23 October 2014

walK with THE Wise ~ Danger! Looks that Longingly Linger...


Who has woe? Who has sorrow?
Who has strife? Who has complaints?
Who has needless bruises? Who has bloodshot eyes?
Those who linger over wine,
who go to sample bowls of mixed wine.
Do not gaze at wine when it is red,
when it sparkles in the cup,
when it goes down smoothly!
In the end it bites like a snake
and poisons like a viper.
Your eyes will see strange sights,
and your mind will imagine confusing things.
You will be like one sleeping on the high seas,
lying on top of the rigging.
“They hit me,” you will say, “but I’m not hurt!
They beat me, but I don’t feel it!
When will I wake up
so I can find another drink?”

Gaze... Look... See...

The eye is a pretty remarkable organ.

I was reminded of that recently as we took our Jonathan in to the eye doctor for a follow-up after an eye injury a few years back. He'd been playing in the trees (obviously, you can make a monkey out of Jonathan!) with his buddies when a branch snapped back and poked him in the eye. He had several splinters embedded in the cornea. The ophthalmologist in Niger said one splinter had completely pierced the cornea and had started to enter into the globe of his eye (sorry if my "English" vocabulary for this is all wrong). His eye doctor had said surgery was the next step when, miraculously we believe, those last two splinters worked their way out of the cornea. At this recent check, his vision is still 20/20 in that eye. He has two scars, one the doctor said was very deep, on his cornea; both are right on edge of his field of vision. If either of those scars were even the tiniest fraction closer to the center of his eye, his vision would have been significantly impacted - as in reduced.

These remarkable eyes, physically and metaphorically speaking, can be used for remarkable bad, or remarkable good.

These verses in Proverbs, demonstrate how lust and desire for something can grow wrong when we allow our look to longingly linger... when we gaze.


Here, the look lands on wine... it lingers... it desires... it partakes... it forgets moderation... it sins resulting in drunkenness. But this story doesn't have to be about wine. It can be about a person... a job... an outfit... a home... a song... a movie... a pet... anything that can begin to consume our thoughts, take over our affections, and direct our worship away from God. I just read a very thought provoking blog post by Francis Chan (Remember him - those of you who were in Bible study with me our last home assignment?) discussing how marriage can become a dangerous obsession. Chan's own words here: "Remember that the Bible is not a book about marriage; it is a book about God... remember that the goal is to be completely devoted to God. Marriage can be used as a means of improving our devotion to Jesus. Let’s not get it backwards and think of him as the means of improving our marriages."

In our church culture, in our fight to value marriage and to keep it defined as God defined it... has it become somewhat like that wine where we gaze too longingly, too long... and become "drunk," or consumed, with something that lasts only this lifetime when we have an eternity to consider?

Don't misunderstand me. Marriage is important,wonderful, God-ordained, a mystery and a picture of Christ and His bride - but a good marriage is not the end all or even the most important goal. It is temporal. When it... or anything else... supersedes God and becomes the end all, an idol, a wine we imbibe so ravenously and uncontrollably and immoderately that we become drunk on it, losing the ability to reason and think wisely, then we need to cry out just as Solomon does at the beginning of these verses.

His cry? Well, I love how Mathew Henry puts it:
Verse 29 begins "Who hath woe? who hath sorrow?" In the Hebrew, that is rendered, "lemi oi, lemi aboi" where oi and aboi are interjections of pain or grief. In other words, it reads like this:] Who hath Oh? who hath Alas?"
That will be the cry... some day, some time... when we allow those looks that longingly linger... at whatever...  desiring something else more than God.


** TASK PROMPT **
Retrieve each line that contains the word "symbol" from the entries below.
*** DATA RECORDS ***
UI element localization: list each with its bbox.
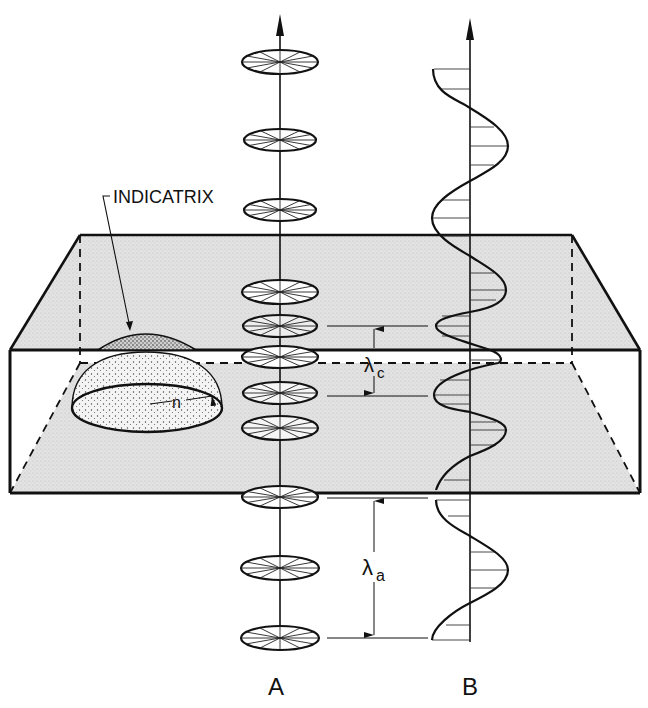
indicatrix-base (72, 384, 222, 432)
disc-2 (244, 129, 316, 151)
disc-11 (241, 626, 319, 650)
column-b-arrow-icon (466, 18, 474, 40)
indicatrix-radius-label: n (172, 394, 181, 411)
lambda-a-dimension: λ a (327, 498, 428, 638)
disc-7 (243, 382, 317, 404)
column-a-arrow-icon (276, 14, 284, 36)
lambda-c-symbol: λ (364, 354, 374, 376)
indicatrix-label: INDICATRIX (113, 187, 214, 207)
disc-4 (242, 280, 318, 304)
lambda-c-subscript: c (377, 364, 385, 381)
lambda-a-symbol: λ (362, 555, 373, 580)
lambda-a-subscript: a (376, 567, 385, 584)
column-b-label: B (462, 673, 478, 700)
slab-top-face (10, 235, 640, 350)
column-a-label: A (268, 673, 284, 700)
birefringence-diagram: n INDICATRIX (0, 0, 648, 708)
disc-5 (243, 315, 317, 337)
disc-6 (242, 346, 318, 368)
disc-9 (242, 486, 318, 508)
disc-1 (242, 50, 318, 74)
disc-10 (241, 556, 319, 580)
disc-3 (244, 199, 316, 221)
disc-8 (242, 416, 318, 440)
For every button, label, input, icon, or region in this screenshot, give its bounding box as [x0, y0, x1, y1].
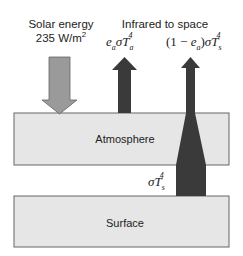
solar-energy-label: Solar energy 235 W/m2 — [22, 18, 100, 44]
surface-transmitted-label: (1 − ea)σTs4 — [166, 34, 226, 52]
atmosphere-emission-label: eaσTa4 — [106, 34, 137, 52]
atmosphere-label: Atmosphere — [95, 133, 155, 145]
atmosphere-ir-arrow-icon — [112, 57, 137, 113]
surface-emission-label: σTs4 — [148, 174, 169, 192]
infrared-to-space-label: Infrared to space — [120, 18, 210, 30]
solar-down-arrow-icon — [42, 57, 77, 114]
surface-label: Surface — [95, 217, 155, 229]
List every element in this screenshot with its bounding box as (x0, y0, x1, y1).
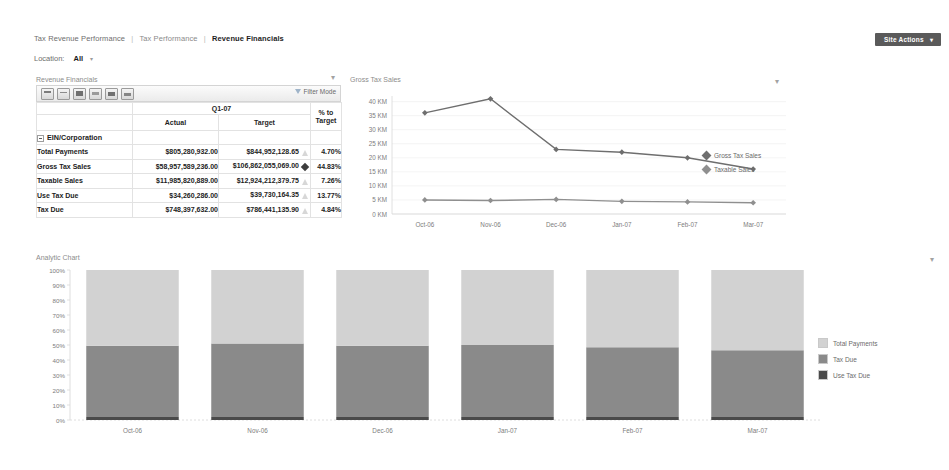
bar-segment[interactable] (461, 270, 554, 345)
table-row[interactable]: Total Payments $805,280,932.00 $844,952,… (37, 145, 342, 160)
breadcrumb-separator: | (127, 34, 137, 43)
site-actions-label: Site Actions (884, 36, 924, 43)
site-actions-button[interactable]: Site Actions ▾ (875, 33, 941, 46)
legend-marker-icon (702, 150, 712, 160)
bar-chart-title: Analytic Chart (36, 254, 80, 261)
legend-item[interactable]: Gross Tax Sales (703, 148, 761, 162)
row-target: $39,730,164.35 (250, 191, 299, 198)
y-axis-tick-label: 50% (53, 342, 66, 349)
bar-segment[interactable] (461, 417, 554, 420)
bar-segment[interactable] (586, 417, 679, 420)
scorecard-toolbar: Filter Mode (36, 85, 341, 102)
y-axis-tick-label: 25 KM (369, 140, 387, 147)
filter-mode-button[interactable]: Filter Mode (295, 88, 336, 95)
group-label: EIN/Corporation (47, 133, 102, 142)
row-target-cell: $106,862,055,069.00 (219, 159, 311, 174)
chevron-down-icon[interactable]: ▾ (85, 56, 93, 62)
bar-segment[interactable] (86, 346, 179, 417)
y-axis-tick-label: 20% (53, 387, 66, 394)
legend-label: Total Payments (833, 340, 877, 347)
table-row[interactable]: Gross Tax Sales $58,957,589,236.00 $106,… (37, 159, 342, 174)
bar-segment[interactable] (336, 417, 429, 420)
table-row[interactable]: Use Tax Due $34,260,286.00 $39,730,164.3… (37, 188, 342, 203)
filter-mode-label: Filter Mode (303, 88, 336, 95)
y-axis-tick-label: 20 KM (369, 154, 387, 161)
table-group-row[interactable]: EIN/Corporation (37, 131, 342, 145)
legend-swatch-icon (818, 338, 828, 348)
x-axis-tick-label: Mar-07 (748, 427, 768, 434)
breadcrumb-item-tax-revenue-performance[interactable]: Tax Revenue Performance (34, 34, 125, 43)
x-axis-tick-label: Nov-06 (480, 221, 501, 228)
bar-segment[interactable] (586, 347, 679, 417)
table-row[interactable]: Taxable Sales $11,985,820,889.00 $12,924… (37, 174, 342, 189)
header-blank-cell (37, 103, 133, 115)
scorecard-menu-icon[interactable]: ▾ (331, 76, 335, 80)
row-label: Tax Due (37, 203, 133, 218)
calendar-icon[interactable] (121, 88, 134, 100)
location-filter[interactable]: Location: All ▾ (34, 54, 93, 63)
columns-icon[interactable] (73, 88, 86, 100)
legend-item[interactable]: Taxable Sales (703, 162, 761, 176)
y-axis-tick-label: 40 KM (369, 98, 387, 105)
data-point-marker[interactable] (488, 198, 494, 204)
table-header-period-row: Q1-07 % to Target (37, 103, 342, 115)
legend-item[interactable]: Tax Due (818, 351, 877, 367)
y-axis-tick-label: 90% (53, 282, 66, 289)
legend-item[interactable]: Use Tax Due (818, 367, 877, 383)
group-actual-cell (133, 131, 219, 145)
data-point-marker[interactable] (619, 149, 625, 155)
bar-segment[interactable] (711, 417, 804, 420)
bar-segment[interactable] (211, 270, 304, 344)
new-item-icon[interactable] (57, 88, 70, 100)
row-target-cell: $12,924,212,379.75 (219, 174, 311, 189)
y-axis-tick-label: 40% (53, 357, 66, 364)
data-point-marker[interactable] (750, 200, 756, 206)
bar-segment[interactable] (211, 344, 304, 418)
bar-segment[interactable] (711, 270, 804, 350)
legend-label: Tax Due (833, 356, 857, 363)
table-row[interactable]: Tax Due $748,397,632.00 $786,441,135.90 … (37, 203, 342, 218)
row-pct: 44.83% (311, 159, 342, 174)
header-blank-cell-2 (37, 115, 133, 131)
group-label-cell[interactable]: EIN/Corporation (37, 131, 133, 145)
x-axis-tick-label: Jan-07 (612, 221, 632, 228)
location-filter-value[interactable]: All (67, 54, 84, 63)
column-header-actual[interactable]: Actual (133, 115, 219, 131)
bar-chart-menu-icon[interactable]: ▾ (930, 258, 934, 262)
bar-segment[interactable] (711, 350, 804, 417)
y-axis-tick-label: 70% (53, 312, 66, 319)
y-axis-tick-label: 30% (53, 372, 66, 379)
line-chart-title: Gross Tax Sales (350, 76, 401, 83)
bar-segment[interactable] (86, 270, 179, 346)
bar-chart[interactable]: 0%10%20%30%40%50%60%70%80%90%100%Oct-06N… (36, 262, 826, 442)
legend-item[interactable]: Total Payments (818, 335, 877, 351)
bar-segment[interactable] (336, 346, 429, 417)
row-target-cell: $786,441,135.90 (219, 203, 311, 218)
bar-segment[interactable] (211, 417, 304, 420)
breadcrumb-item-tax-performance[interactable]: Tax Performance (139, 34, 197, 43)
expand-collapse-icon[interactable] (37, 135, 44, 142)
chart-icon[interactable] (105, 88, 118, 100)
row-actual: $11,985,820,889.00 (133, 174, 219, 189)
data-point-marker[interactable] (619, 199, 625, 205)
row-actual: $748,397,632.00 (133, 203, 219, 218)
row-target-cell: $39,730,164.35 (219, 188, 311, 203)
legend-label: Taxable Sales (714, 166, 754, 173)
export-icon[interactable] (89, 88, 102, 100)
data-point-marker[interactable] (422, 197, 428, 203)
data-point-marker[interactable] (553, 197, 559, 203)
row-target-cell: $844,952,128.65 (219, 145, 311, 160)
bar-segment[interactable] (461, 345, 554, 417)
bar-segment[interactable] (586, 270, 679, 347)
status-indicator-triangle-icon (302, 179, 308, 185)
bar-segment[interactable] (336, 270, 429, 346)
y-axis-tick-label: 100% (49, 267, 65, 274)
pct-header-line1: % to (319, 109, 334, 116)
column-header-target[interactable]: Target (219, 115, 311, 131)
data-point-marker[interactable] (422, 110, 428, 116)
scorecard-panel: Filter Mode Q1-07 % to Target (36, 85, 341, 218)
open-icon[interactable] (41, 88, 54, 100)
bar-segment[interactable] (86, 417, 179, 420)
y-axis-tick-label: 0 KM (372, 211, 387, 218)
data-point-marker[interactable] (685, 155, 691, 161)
*** End of DATA RECORDS ***
** RESPONSE BOX **
lambda-c-symbol: λ (364, 354, 374, 376)
lambda-a-symbol: λ (362, 555, 373, 580)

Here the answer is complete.